You're absolutely right that morality need have nothing to do with adaptiveness, but the fact that they seem to pick behaviors to talk about based on their immorality is what I find amusing.
Personally, I'm of the opinion that both are shortsighted. HBE rarely if ever makes any evolutionary claims. While EP frequently makes evolutionary claims with little theoretical justification. What's needed is to combine the methods of HBE with a phylogenetic approach.
and a genomic one :) i think that focusing on 'immoral' behaviors going be a good publishing and publicity route.
Or any of the other heinous and species-specific behaviors we engage in that some EP researchers will try to brush off as 'adaptive'. Rape for one.
Rape is not species specific.
Moreover, obviously a male who can get away with a lot of rapes (without getting caught) will have a lot of descendants. Genghis Khan and his immediate male descendants spring to mind.
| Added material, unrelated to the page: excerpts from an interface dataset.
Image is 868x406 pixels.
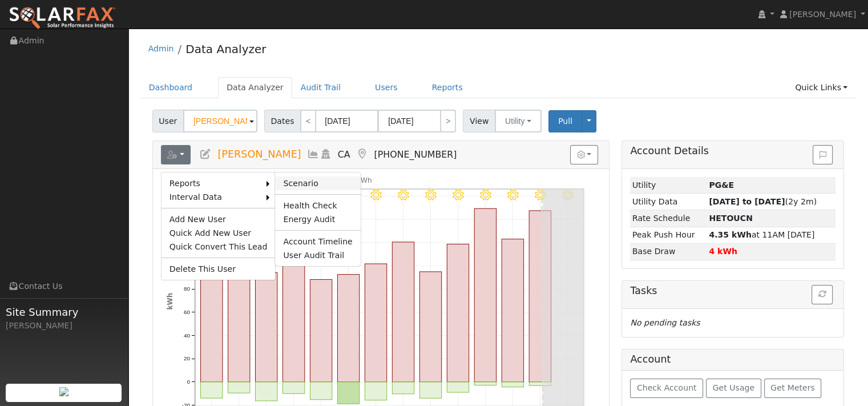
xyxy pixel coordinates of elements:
[228,274,249,383] rect: onclick=""
[161,240,276,253] a: Quick Convert This Lead
[813,145,832,164] button: Issue History
[479,190,491,201] i: 8/07 - Clear
[629,243,706,260] td: Base Draw
[300,110,316,132] a: <
[419,272,441,382] rect: onclick=""
[201,269,222,382] rect: onclick=""
[152,110,184,132] span: User
[811,285,832,304] button: Refresh
[629,177,706,194] td: Utility
[764,379,821,398] button: Get Meters
[310,280,331,383] rect: onclick=""
[629,226,706,243] td: Peak Push Hour
[629,194,706,210] td: Utility Data
[275,199,360,212] a: Health Check Report
[786,77,856,99] a: Quick Links
[501,382,523,387] rect: onclick=""
[161,226,276,240] a: Quick Add New User
[629,379,703,398] button: Check Account
[282,382,304,394] rect: onclick=""
[705,379,761,398] button: Get Usage
[708,197,816,206] span: (2y 2m)
[474,208,496,382] rect: onclick=""
[629,318,700,327] i: No pending tasks
[637,383,697,392] span: Check Account
[501,240,523,382] rect: onclick=""
[199,148,212,160] a: Edit User (34442)
[184,332,190,339] text: 40
[275,177,360,190] a: Scenario Report
[183,110,257,132] input: Select a User
[366,77,406,99] a: Users
[275,234,360,248] a: Account Timeline Report
[446,382,468,392] rect: onclick=""
[373,149,457,160] span: [PHONE_NUMBER]
[275,212,360,226] a: Energy Audit Report
[462,110,495,132] span: View
[201,382,222,398] rect: onclick=""
[529,382,551,386] rect: onclick=""
[629,285,835,297] h5: Tasks
[629,353,670,365] h5: Account
[770,383,815,392] span: Get Meters
[789,9,856,19] span: [PERSON_NAME]
[474,382,496,386] rect: onclick=""
[166,293,174,310] text: kWh
[187,379,190,385] text: 0
[629,145,835,157] h5: Account Details
[708,213,753,223] strong: H
[452,190,464,201] i: 8/06 - Clear
[161,177,267,190] a: Reports
[310,382,331,399] rect: onclick=""
[264,110,301,132] span: Dates
[59,387,69,397] img: retrieve
[148,44,174,53] a: Admin
[255,382,276,401] rect: onclick=""
[708,247,737,256] strong: 4 kWh
[9,7,116,30] img: SolarFax
[218,77,292,99] a: Data Analyzer
[425,190,436,201] i: 8/05 - Clear
[419,382,441,398] rect: onclick=""
[255,272,276,382] rect: onclick=""
[392,382,414,394] rect: onclick=""
[365,382,386,400] rect: onclick=""
[506,190,518,201] i: 8/08 - Clear
[707,226,836,243] td: at 11AM [DATE]
[228,382,249,393] rect: onclick=""
[272,177,372,185] text: Net Consumption 1,307 kWh
[337,382,359,404] rect: onclick=""
[307,148,319,160] a: Multi-Series Graph
[495,110,541,132] button: Utility
[282,233,304,382] rect: onclick=""
[398,190,409,201] i: 8/04 - Clear
[184,286,190,292] text: 80
[292,77,349,99] a: Audit Trail
[184,309,190,315] text: 60
[708,197,784,206] strong: [DATE] to [DATE]
[423,77,471,99] a: Reports
[629,210,706,226] td: Rate Schedule
[355,148,368,160] a: Map
[558,117,572,126] span: Pull
[161,212,276,226] a: Add New User
[708,180,734,190] strong: ID: 17113691, authorized: 07/29/25
[275,248,360,262] a: User Audit Trail
[713,383,754,392] span: Get Usage
[371,190,381,201] i: 8/03 - Clear
[440,110,456,132] a: >
[185,42,266,56] a: Data Analyzer
[184,356,190,362] text: 20
[708,230,751,240] strong: 4.35 kWh
[161,262,276,276] a: Delete This User
[140,77,201,99] a: Dashboard
[217,148,301,160] span: [PERSON_NAME]
[365,264,386,382] rect: onclick=""
[529,211,551,382] rect: onclick=""
[446,245,468,383] rect: onclick=""
[6,320,122,332] div: [PERSON_NAME]
[6,304,122,320] span: Site Summary
[549,110,582,132] button: Pull
[534,190,546,201] i: 8/09 - Clear
[161,190,267,204] a: Interval Data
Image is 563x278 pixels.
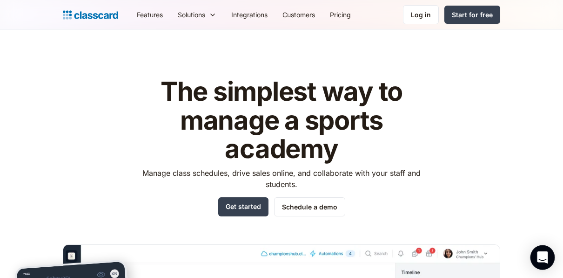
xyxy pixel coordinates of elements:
div: Log in [411,10,431,20]
a: Pricing [323,4,359,25]
a: home [63,8,118,21]
a: Get started [218,197,269,216]
p: Manage class schedules, drive sales online, and collaborate with your staff and students. [134,167,430,190]
div: Open Intercom Messenger [531,245,556,270]
a: Customers [275,4,323,25]
div: Solutions [178,10,205,20]
a: Log in [403,5,439,24]
a: Start for free [445,6,501,24]
h1: The simplest way to manage a sports academy [134,77,430,163]
a: Features [129,4,170,25]
a: Schedule a demo [274,197,346,216]
div: Solutions [170,4,224,25]
div: Start for free [452,10,493,20]
a: Integrations [224,4,275,25]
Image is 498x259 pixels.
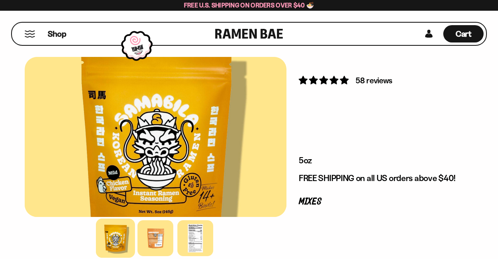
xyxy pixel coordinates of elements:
[299,75,350,85] span: 4.83 stars
[299,198,461,205] p: Mixes
[356,75,392,85] span: 58 reviews
[456,29,472,39] span: Cart
[299,155,461,165] p: 5oz
[48,28,66,40] span: Shop
[48,25,66,42] a: Shop
[24,30,35,37] button: Mobile Menu Trigger
[184,1,314,9] span: Free U.S. Shipping on Orders over $40 🍜
[443,23,484,45] div: Cart
[299,172,461,183] p: FREE SHIPPING on all US orders above $40!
re: homicidal retaliation, yeah, but as you agree the punishment of infidelity is adaptive. Homicidal retaliation is not itself adaptive, but the *threat* would be. Death is more of a deterrent to a behavior than injury. And Barash presents data to show that spousal abuse actually does affect infidelity rates.
I agree, though, that EP often makes evolutionary claims without boiling things down to the genetic level. That has been a necessary consequence of our current technology. But the kind of molecular detail discussed in Sperm Wars is going to be applied to our genomes soon enough. Note for example the extreme degree of selective pressure on reproductive machinery detected in the recent Moyzis and Wang papers.